See No Racism, Hear No Racism: Despite Evidence, Perry About To Execute Another Texas Man
Update: The Supreme Court has temporarily halted Duane Buck’s execution.
Whether Duane Edward Buck will live or die by lethal injection on Thursday is now up to one man: Texas Governor and presidential hopeful Rick Perry. The case for commuting Buck’s death sentence to life in prison should have been a slam dunk, given the egregious racial bias in the case. But the state’s Board of Pardons and Paroles — a panel hand-picked by Perry — denied Buck’s clemency request on Tuesday, making it far easier for Perry to do what he’s already done 234 times: allow the execution to proceed.
Without an affirmative recommendation for clemency from the board, Perry’s only legal recourse is to grant Buck a 30-day reprieve, which Buck’s lawyers could use to try and bring another claim in state court. Perry could also use his considerable political powers to explain why Buck’s case demands more serious review to ensure that justice is done. But that would be totally out of character.
Except in cases where he was compelled to do so by Supreme Court rulings or other special circumstances, Perry has commuted only one death sentence to life without parole since he took office in December 2000. Appeals for clemency that involved cases of prosecutorial misconduct and inadequate counsel have all been shunned by Perry. The governor has demonstrated no reservations about allowing execution of juveniles or those with severe mental impairments. In one case that continues to haunt Perry’s presidential campaign, he denied clemency to Cameron Todd Willingham — sentenced to death for murdering his three daughters — despite what was probably the most credible claim of innocence by any death row inmate in the United States in the last 35 years.
Duane Buck, a 48-year-old African American, is scheduled to be executed at Texas’s busy Polunsky Unit deathhouse in Livingston later this week for killing his ex-girlfriend and her boyfriend in Houston in 1995. Buck admits that he shot both of them and that he shot Phyllis Taylor, who survived a bullet wound to her chest. What’s at issue is testimony by a psychologist who took the stand at Buck’s 1997 trial and stated that Buck was more likely to be a violent threat in the future because he’s black. The state used that testimony of “future dangerousness” to convince the jury that Buck should die.
In a highly unusual intervention in 2000 then-Texas Attorney General John Cornyn called for the retrial of Buck and five other death row inmates, citing evidence of racism in all six trials. “[I]t is inappropriate to allow race to be considered as a factor in our criminal justice system,” said Cornyn, now a Texas senator. “The people of Texas want and deserve a system that affords the same fairness to everyone.” The five other defendants all received new trials because Cornyn stood firm against appeals to race.
Phyllis Taylor, the surviving shooting victim, joined Buck’s lawyers in appealing for clemency. Even the assistant district attorney who prosecuted Buck in 1997 now says the trial was a miscarriage of justice. “It is regrettable that any race-based considerations were placed before Mr. Buck’s jury,” Linda Geffin wrote in a letter to Perry and his parole board last week.
Buck’s lawyer, Kate Black of the Texas Defender Service, said the parole board’s decision “fails to recognize what the highest legal officer in the State of Texas had acknowledged,” that Buck’s trial was “tainted by considerations of race.” Black called on Perry to stay the execution and allow Buck to pursue his case for a new sentencing hearing at which a jury would be asked to hand down an appropriate sentence for the two murders without being influenced by appeals to race. That jury would still have the option of sentencing Buck to death.
Had the parole board considered seriously its responsibility to try to mitigate miscarriages of justice, the outcome in the Buck matter would have certainly been different. But the board is a creature of the governor and its members knew that recommending a commutation to life in prison — or the 120-day reprieve Buck’s lawyer’s sought as an alternative — would have only complicated Perry’s political life. For Perry to deny clemency after his own board acknowledged that Buck was sentenced to death because of his race would have been hugely controversial and would have focused even more attention on Perry’s sorry clemency record. If, on the other hand, Perry agreed to a recommendation to commute the sentence, he no doubt would have angered his hardcore conservative base. Recall that only a week ago, during a debate among Republican presidential candidates at the Reagan Library in California, the audience erupted in wild applause at the mere mention of Perry’s execution record.
The parole board’s decision to say no to Buck will allow Perry to do what he normally does — issue a statement claiming that Buck had the benefit of a thorough review by the courts, the clemency board and the governor, and then send him to his death.
At last week’s Republican debate, Perry said that Texas has a “very thoughtful, clear process” for reviewing death cases. Sadly, the case of Duane Buck and many, many more suggest that nothing could be further from the truth.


- Exercise -
Find all lines below containing the string "Risk" and return them.

Records from a collection of figures:
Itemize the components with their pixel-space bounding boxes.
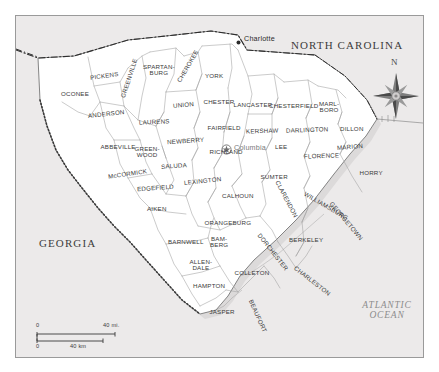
scale-km-max: 40 km bbox=[70, 344, 86, 350]
compass-rose: N bbox=[371, 58, 423, 120]
scale-km-zero: 0 bbox=[36, 344, 39, 350]
map-frame: Charlotte Columbia NORTH CAROLINA GEORGI… bbox=[15, 15, 424, 358]
capital-star-icon bbox=[221, 144, 232, 155]
scale-miles-max: 40 mi. bbox=[103, 323, 119, 329]
map-graphic bbox=[16, 16, 423, 357]
compass-star-icon bbox=[371, 71, 421, 121]
scale-bar: 0 40 mi. 0 40 km bbox=[35, 323, 140, 353]
compass-north-label: N bbox=[391, 58, 398, 67]
scale-miles-zero: 0 bbox=[36, 323, 39, 329]
charlotte-dot-icon bbox=[235, 39, 242, 46]
scale-bar-graphic bbox=[35, 332, 135, 344]
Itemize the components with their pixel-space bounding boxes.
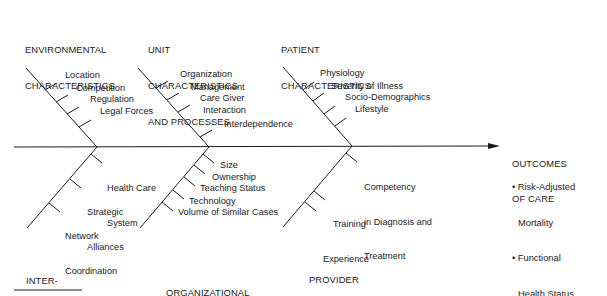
outcome-item: • Risk-Adjusted xyxy=(512,182,588,194)
cause-organization: Organization xyxy=(180,69,232,81)
heading-line: PATIENT xyxy=(281,44,371,56)
outcome-item: Health Status xyxy=(512,289,588,296)
cause-care-giver: Care Giver xyxy=(200,93,244,105)
cause-lifestyle: Lifestyle xyxy=(355,104,389,116)
cause-interdependence: Interdependence xyxy=(224,119,293,131)
outcome-list: • Risk-Adjusted Mortality • Functional H… xyxy=(512,158,588,296)
cause-regulation: Regulation xyxy=(90,94,134,106)
heading-line: UNIT xyxy=(148,44,238,56)
heading-organizational: ORGANIZATIONAL CHARACTERISTICS xyxy=(166,263,256,296)
outcome-item: • Functional xyxy=(512,253,588,265)
cause-volume-of-similar-cases: Volume of Similar Cases xyxy=(178,207,278,219)
heading-line: PROVIDER xyxy=(309,274,399,286)
spine-line xyxy=(14,146,488,147)
outcome-item: Mortality xyxy=(512,218,588,230)
cause-line: in Diagnosis and xyxy=(364,217,432,229)
cause-management: Management xyxy=(191,82,245,94)
cause-line: Competency xyxy=(364,182,432,194)
cause-legal-forces: Legal Forces xyxy=(100,106,153,118)
cause-technology: Technology xyxy=(189,196,235,208)
cause-teaching-status: Teaching Status xyxy=(200,183,265,195)
cause-interaction: Interaction xyxy=(203,105,246,117)
cause-line: Training xyxy=(323,219,369,231)
arrowhead-icon xyxy=(488,143,500,149)
cause-ownership: Ownership xyxy=(212,172,256,184)
cause-socio-demographics: Socio-Demographics xyxy=(345,92,430,104)
heading-line: ENVIRONMENTAL xyxy=(25,44,115,56)
heading-line: ORGANIZATIONAL xyxy=(166,287,256,296)
heading-inter-organizational: INTER- ORGANIZATIONAL CHARACTERISTICS xyxy=(26,251,116,296)
heading-line: INTER- xyxy=(26,275,116,287)
cause-location: Location xyxy=(65,70,100,82)
cause-competition: Competition xyxy=(76,83,125,95)
cause-severity-of-illness: Severity of Illness xyxy=(331,81,403,93)
cause-size: Size xyxy=(220,160,238,172)
heading-provider: PROVIDER CHARACTERISTICS AND PROCESSES xyxy=(309,250,399,296)
cause-line: Network xyxy=(65,231,117,243)
cause-physiology: Physiology xyxy=(320,68,364,80)
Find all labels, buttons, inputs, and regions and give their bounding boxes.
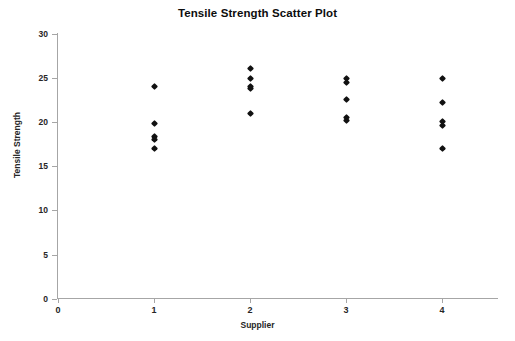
y-tick-mark (52, 166, 57, 167)
x-tick-mark (250, 299, 251, 303)
y-tick-label: 25 (24, 73, 48, 83)
x-tick-mark (346, 299, 347, 303)
y-tick-label: 5 (24, 250, 48, 260)
x-axis-title: Supplier (0, 320, 515, 330)
scatter-chart: Tensile Strength Scatter Plot 0510152025… (0, 0, 515, 341)
y-tick-mark (52, 255, 57, 256)
y-tick-label: 15 (24, 161, 48, 171)
x-tick-mark (154, 299, 155, 303)
x-tick-label: 4 (427, 305, 457, 315)
x-tick-label: 2 (235, 305, 265, 315)
x-tick-mark (58, 299, 59, 303)
chart-title: Tensile Strength Scatter Plot (0, 7, 515, 19)
y-tick-mark (52, 34, 57, 35)
y-tick-label: 20 (24, 117, 48, 127)
y-tick-label: 30 (24, 29, 48, 39)
y-tick-mark (52, 78, 57, 79)
y-tick-label: 0 (24, 294, 48, 304)
plot-area (58, 34, 490, 299)
y-axis-title: Tensile Strength (12, 90, 22, 200)
y-tick-mark (52, 122, 57, 123)
x-tick-label: 0 (43, 305, 73, 315)
y-tick-mark (52, 210, 57, 211)
x-tick-label: 1 (139, 305, 169, 315)
y-tick-mark (52, 299, 57, 300)
x-tick-label: 3 (331, 305, 361, 315)
x-tick-mark (442, 299, 443, 303)
y-tick-label: 10 (24, 205, 48, 215)
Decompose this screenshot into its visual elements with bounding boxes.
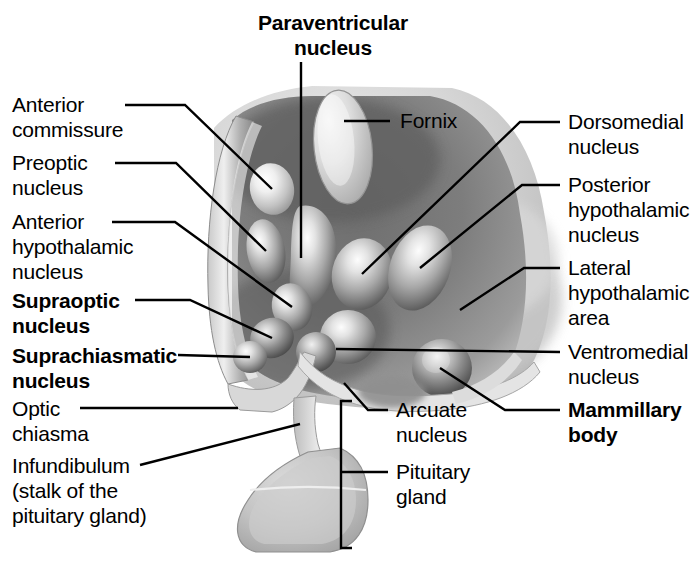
label-pituitary-gland: Pituitary gland [396,459,526,509]
pituitary-inner-shading [249,456,356,544]
label-lateral-hypothalamic-area: Lateral hypothalamic area [568,255,698,330]
label-anterior-commissure: Anterior commissure [12,92,182,142]
label-optic-chiasma: Optic chiasma [12,396,162,446]
label-preoptic-nucleus: Preoptic nucleus [12,150,182,200]
label-suprachiasmatic-nucleus: Suprachiasmatic nucleus [12,343,212,393]
label-anterior-hypothalamic-nucleus: Anterior hypothalamic nucleus [12,209,192,284]
label-supraoptic-nucleus: Supraoptic nucleus [12,288,202,338]
label-ventromedial-nucleus: Ventromedial nucleus [568,339,698,389]
hypothalamus-diagram: Paraventricular nucleus Anterior commiss… [0,0,699,561]
label-dorsomedial-nucleus: Dorsomedial nucleus [568,109,698,159]
label-mammillary-body: Mammillary body [568,397,698,447]
label-paraventricular-nucleus: Paraventricular nucleus [238,10,428,60]
suprachiasmatic-nucleus-structure [233,341,267,373]
mammillary-body-highlight [422,347,450,373]
label-arcuate-nucleus: Arcuate nucleus [396,397,526,447]
label-posterior-hypothalamic-nucleus: Posterior hypothalamic nucleus [568,172,698,247]
label-infundibulum: Infundibulum (stalk of the pituitary gla… [12,453,212,528]
label-fornix: Fornix [400,108,510,133]
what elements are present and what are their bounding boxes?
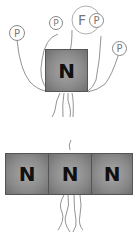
satellite-p-left: P (9, 25, 25, 41)
block-label: N (19, 162, 36, 186)
core-block: N (45, 49, 88, 92)
block-3: N (91, 153, 133, 195)
satellite-p-right: P (112, 41, 127, 56)
core-label: N (58, 59, 75, 83)
satellite-label: P (116, 43, 122, 54)
satellite-p-upper-left: P (49, 16, 63, 30)
satellite-label: P (93, 15, 99, 26)
block-2: N (48, 153, 92, 195)
satellite-label: P (53, 18, 58, 28)
satellite-label: F (78, 12, 86, 28)
satellite-p-top: P (89, 13, 104, 28)
satellite-f: F (78, 12, 86, 28)
block-1: N (5, 153, 49, 195)
satellite-label: P (14, 28, 20, 39)
block-label: N (104, 162, 121, 186)
block-label: N (62, 162, 79, 186)
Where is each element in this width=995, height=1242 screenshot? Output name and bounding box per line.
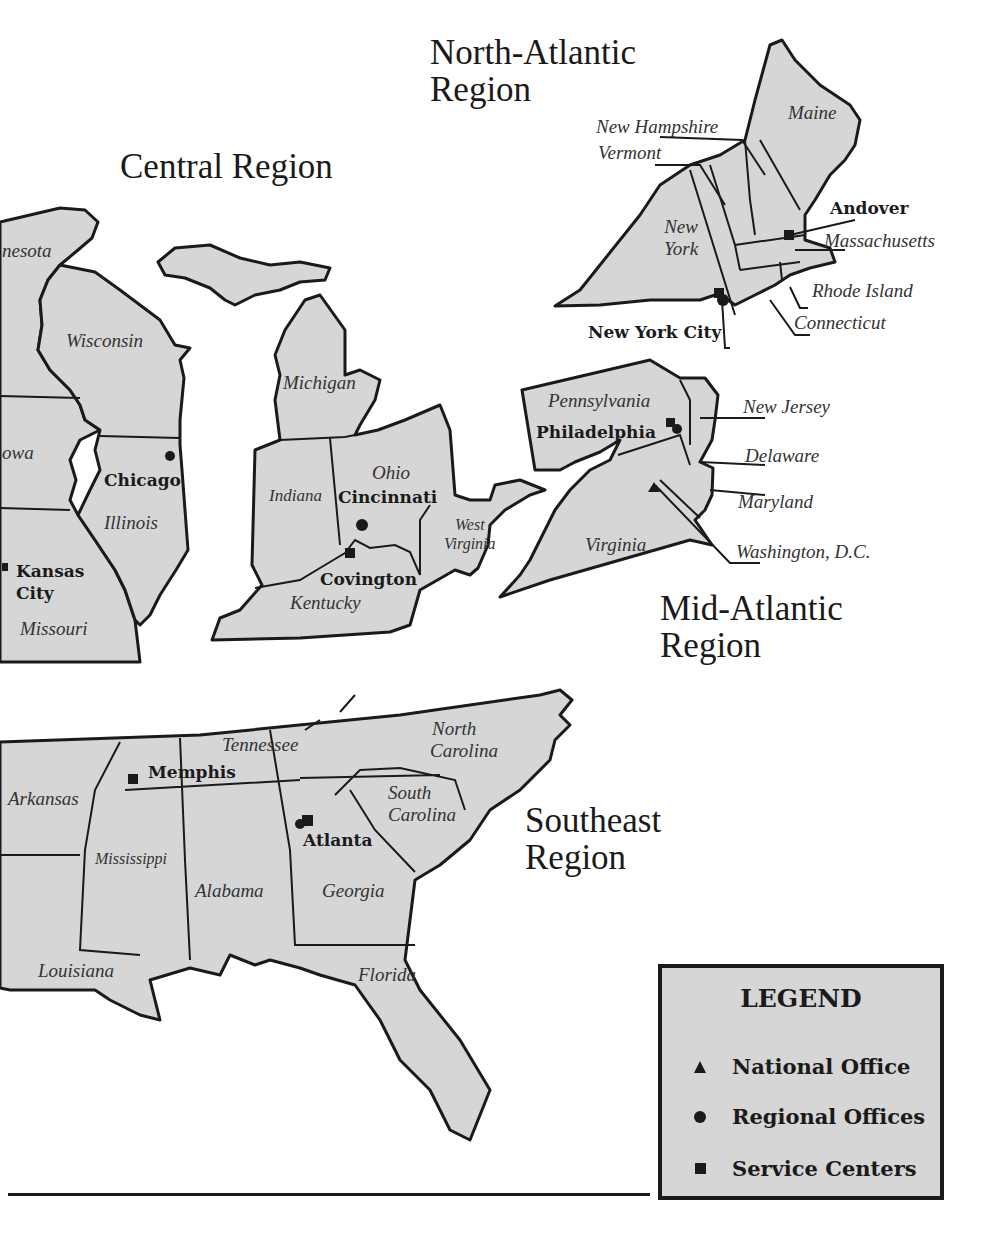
state-label-pennsylvania: Pennsylvania — [548, 390, 650, 412]
state-label-virginia: Virginia — [585, 534, 646, 556]
regional-office-marker-philadelphia — [672, 424, 682, 434]
state-label-rhode-island: Rhode Island — [812, 280, 913, 302]
state-label-line: West — [444, 515, 496, 534]
triangle-icon — [690, 1061, 710, 1073]
regional-office-marker-atlanta — [295, 819, 305, 829]
region-title-central: Central Region — [120, 148, 333, 185]
state-label-maryland: Maryland — [738, 491, 813, 513]
state-label-washington-dc: Washington, D.C. — [736, 541, 870, 563]
region-title-line: Southeast — [525, 802, 661, 839]
state-label-georgia: Georgia — [322, 880, 385, 902]
state-label-vermont: Vermont — [598, 142, 661, 164]
city-label-new-york-city: New York City — [588, 322, 721, 342]
state-label-minnesota: nesota — [2, 240, 52, 262]
square-icon — [690, 1163, 710, 1174]
city-label-memphis: Memphis — [148, 762, 236, 782]
state-label-new-york: New York — [664, 216, 698, 260]
legend-item-service-centers: Service Centers — [690, 1156, 917, 1181]
region-title-line: Mid-Atlantic — [660, 590, 843, 627]
state-label-south-carolina: South Carolina — [388, 782, 456, 826]
state-label-maine: Maine — [788, 102, 837, 124]
service-center-marker-kansas-city — [2, 563, 8, 571]
state-label-arkansas: Arkansas — [8, 788, 79, 810]
state-label-line: York — [664, 238, 698, 260]
region-title-line: Region — [525, 839, 661, 876]
service-center-marker-memphis — [128, 774, 138, 784]
city-label-chicago: Chicago — [104, 470, 181, 490]
city-label-andover: Andover — [830, 198, 908, 218]
state-label-florida: Florida — [358, 964, 416, 986]
state-label-line: North — [432, 718, 498, 740]
region-title-line: Region — [430, 71, 636, 108]
upper-peninsula — [158, 245, 330, 305]
city-label-philadelphia: Philadelphia — [536, 422, 656, 442]
legend-item-label: Regional Offices — [732, 1104, 925, 1129]
regional-office-marker-new-york-city — [717, 294, 729, 306]
city-label-cincinnati: Cincinnati — [338, 487, 437, 507]
state-label-alabama: Alabama — [195, 880, 264, 902]
state-label-missouri: Missouri — [20, 618, 88, 640]
state-label-west-virginia: West Virginia — [444, 515, 496, 553]
legend-title: LEGEND — [662, 984, 940, 1013]
regional-office-marker-cincinnati — [356, 519, 368, 531]
state-label-mississippi: Mississippi — [95, 850, 167, 868]
state-label-line: New — [664, 216, 698, 238]
city-label-line: City — [16, 582, 84, 604]
state-label-iowa: owa — [2, 442, 34, 464]
state-label-line: South — [388, 782, 456, 804]
city-label-line: Kansas — [16, 560, 84, 582]
state-label-michigan: Michigan — [283, 372, 356, 394]
state-label-line: Virginia — [444, 534, 496, 553]
state-label-wisconsin: Wisconsin — [66, 330, 143, 352]
circle-icon — [690, 1111, 710, 1123]
legend-item-regional-offices: Regional Offices — [690, 1104, 925, 1129]
legend-item-label: Service Centers — [732, 1156, 917, 1181]
city-label-kansas-city: Kansas City — [16, 560, 84, 604]
service-center-marker-andover — [784, 230, 794, 240]
state-label-kentucky: Kentucky — [290, 592, 361, 614]
region-title-mid-atlantic: Mid-Atlantic Region — [660, 590, 843, 664]
service-center-marker-covington — [345, 548, 355, 558]
state-label-massachusetts: Massachusetts — [824, 230, 935, 252]
region-title-southeast: Southeast Region — [525, 802, 661, 876]
state-label-ohio: Ohio — [372, 462, 410, 484]
state-label-louisiana: Louisiana — [38, 960, 114, 982]
city-label-atlanta: Atlanta — [303, 830, 372, 850]
regional-office-marker-chicago — [165, 451, 175, 461]
region-title-line: Region — [660, 627, 843, 664]
state-label-line: Carolina — [430, 740, 498, 762]
region-title-line: North-Atlantic — [430, 34, 636, 71]
state-label-line: Carolina — [388, 804, 456, 826]
state-label-indiana: Indiana — [269, 486, 322, 506]
state-label-north-carolina: North Carolina — [432, 718, 498, 762]
state-label-connecticut: Connecticut — [794, 312, 886, 334]
state-label-new-hampshire: New Hampshire — [596, 116, 718, 138]
region-title-north-atlantic: North-Atlantic Region — [430, 34, 636, 108]
state-label-new-jersey: New Jersey — [743, 396, 830, 418]
city-label-covington: Covington — [320, 569, 417, 589]
state-label-tennessee: Tennessee — [222, 734, 298, 756]
state-label-delaware: Delaware — [745, 445, 819, 467]
state-label-illinois: Illinois — [104, 512, 158, 534]
legend-item-national-office: National Office — [690, 1054, 910, 1079]
legend-item-label: National Office — [732, 1054, 910, 1079]
bottom-rule — [8, 1193, 650, 1196]
legend-box: LEGEND National Office Regional Offices … — [658, 964, 944, 1200]
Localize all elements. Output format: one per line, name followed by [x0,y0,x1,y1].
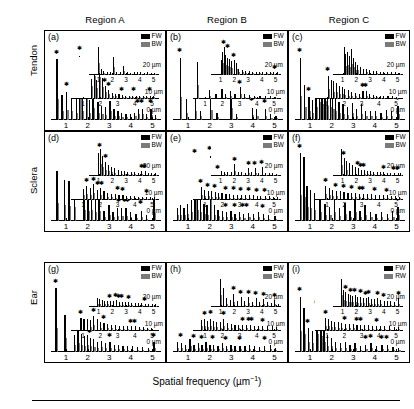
bar-fw [216,322,217,331]
bar-fw [377,298,378,307]
bar-fw [122,195,123,200]
bar-fw [263,214,264,221]
significance-star: ✱ [358,316,363,322]
axis-tick [66,117,67,121]
axis-tick [112,305,113,308]
bar-fw [349,163,350,176]
bar-fw [363,194,364,200]
significance-star: ✱ [120,186,125,192]
axis-tick-label: 2 [207,121,211,130]
bar-fw [220,279,221,307]
axis-tick [310,349,311,353]
bar-fw [191,200,192,221]
axis-tick [253,117,254,121]
bar-fw [147,72,148,75]
bar-fw [97,319,98,331]
bar-fw [111,325,112,331]
bar-fw [77,331,78,352]
significance-star: ✱ [297,143,302,149]
bar-fw [107,324,108,331]
bar-fw [383,195,384,200]
row-label-ear: Ear [28,243,39,353]
bar-fw [138,173,139,176]
axis-tick [274,349,275,353]
bar-fw [227,172,228,176]
legend: FWBW [263,33,284,49]
axis-tick [253,349,254,353]
axis-tick [131,218,132,222]
bar-fw [259,347,260,352]
significance-star: ✱ [126,294,131,300]
axis-tick-label: 1 [64,222,68,231]
bar-fw [121,208,122,221]
bar-fw [148,348,149,352]
significance-star: ✱ [231,185,236,191]
axis-tick [362,198,363,201]
x-axis-title-paren: ) [258,376,261,387]
panel-f: (f)FWBW✱✱✱✱12345✱✱✱✱✱✱✱✱12345✱✱✱✱✱✱✱1234… [288,131,410,232]
bar-fw [213,321,214,331]
axis-tick [154,174,155,177]
significance-star: ✱ [254,187,259,193]
bar-fw [380,113,381,120]
axis-tick [83,97,84,100]
axis-tick-label: 5 [274,177,278,184]
bar-fw [249,95,250,99]
axis-tick-label: 2 [233,76,237,83]
depth-label-20um: 20 µm [265,61,283,68]
bar-fw [242,70,243,75]
bar-fw [336,83,337,99]
bar-fw [256,298,257,307]
bar-fw [234,94,235,99]
bar-fw [366,69,367,75]
bar-fw [197,62,198,99]
bar-fw [349,345,350,352]
significance-star: ✱ [349,184,354,190]
axis-tick-label: 4 [138,308,142,315]
axis-tick [140,305,141,308]
axis-tick-label: 2 [111,308,115,315]
bar-fw [134,72,135,75]
axis-tick [396,349,397,353]
axis-tick-label: 3 [351,121,355,130]
legend: FWBW [385,33,406,49]
legend-label: RW [395,273,406,280]
bar-fw [381,345,382,352]
panel-a: (a)FWBW✱✱✱✱✱✱✱✱12345✱✱✱✱✱✱✱123451234520 … [44,30,166,131]
legend-entry-bw: BW [141,142,162,149]
axis-tick [353,218,354,222]
bar-fw [98,47,99,75]
bar-fw [223,319,224,331]
legend-label: FW [395,265,405,272]
bar-fw [338,102,339,120]
bar-fw [86,186,87,200]
axis-tick-label: 2 [221,100,225,107]
bar-fw [241,172,242,176]
bar-fw [244,94,245,99]
bar-fw [270,345,271,352]
axis-tick [327,97,328,100]
bar-fw [137,347,138,352]
axis-tick-label: 4 [260,177,264,184]
depth-label-20um: 20 µm [143,162,161,169]
bar-fw [242,325,243,331]
bar-fw [142,197,143,201]
significance-star: ✱ [103,153,108,159]
axis-tick-label: 5 [272,222,276,231]
depth-label-20um: 20 µm [265,293,283,300]
depth-label-0um: 0 µm [146,207,161,214]
bar-fw [328,76,329,99]
axis-tick [332,117,333,121]
bar-fw [275,116,276,120]
bar-fw [391,196,392,200]
axis-tick [210,117,211,121]
bar-fw [394,302,395,307]
bar-fw [312,100,313,120]
bar-fw [226,346,227,352]
bar-fw [367,171,368,176]
significance-star: ✱ [246,289,251,295]
bar-fw [259,302,260,307]
bar-fw [118,345,119,352]
legend-entry-fw: FW [385,134,406,141]
panel-label: (h) [170,264,181,274]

- Final answer -
outcome-item: • Risk-Adjusted xyxy=(512,182,588,194)
outcome-list: • Risk-Adjusted Mortality • Functional H… xyxy=(512,158,588,296)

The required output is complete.